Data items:
========================================================================
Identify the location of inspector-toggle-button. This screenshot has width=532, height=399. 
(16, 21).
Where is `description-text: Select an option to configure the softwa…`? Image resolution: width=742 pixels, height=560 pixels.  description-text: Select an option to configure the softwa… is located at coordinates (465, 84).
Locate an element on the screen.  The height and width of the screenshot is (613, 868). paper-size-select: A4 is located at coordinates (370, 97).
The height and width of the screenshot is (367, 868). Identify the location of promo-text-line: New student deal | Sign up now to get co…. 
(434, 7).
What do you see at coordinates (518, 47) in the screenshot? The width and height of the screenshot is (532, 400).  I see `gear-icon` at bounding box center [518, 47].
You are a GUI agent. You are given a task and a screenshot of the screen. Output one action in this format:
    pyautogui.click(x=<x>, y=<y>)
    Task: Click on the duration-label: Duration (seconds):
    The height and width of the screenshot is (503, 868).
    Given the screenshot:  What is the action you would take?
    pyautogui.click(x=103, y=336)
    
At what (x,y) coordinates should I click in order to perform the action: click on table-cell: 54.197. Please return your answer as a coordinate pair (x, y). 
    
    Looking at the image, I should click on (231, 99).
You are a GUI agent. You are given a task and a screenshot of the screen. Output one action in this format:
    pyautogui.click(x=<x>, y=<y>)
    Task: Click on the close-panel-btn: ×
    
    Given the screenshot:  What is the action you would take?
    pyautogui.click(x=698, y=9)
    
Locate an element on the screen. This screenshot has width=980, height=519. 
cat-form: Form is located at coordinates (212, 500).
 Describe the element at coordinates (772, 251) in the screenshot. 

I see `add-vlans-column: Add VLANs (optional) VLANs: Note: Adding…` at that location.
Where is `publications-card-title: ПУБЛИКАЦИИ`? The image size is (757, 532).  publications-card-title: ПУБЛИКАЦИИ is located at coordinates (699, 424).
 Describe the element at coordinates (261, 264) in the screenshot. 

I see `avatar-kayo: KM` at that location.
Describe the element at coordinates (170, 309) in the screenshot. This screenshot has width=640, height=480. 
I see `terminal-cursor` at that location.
========================================================================
> **WHAT IS BEING ASKED**: Could you repeat exactly the lines above from the line with "What do you" up to and including the line with "The height and width of the screenshot is (503, 868).", and only those?

> **RESPONSE AREA**:
What do you see at coordinates (518, 47) in the screenshot? The width and height of the screenshot is (532, 400).  I see `gear-icon` at bounding box center [518, 47].
You are a GUI agent. You are given a task and a screenshot of the screen. Output one action in this format:
    pyautogui.click(x=<x>, y=<y>)
    Task: Click on the duration-label: Duration (seconds):
    The height and width of the screenshot is (503, 868).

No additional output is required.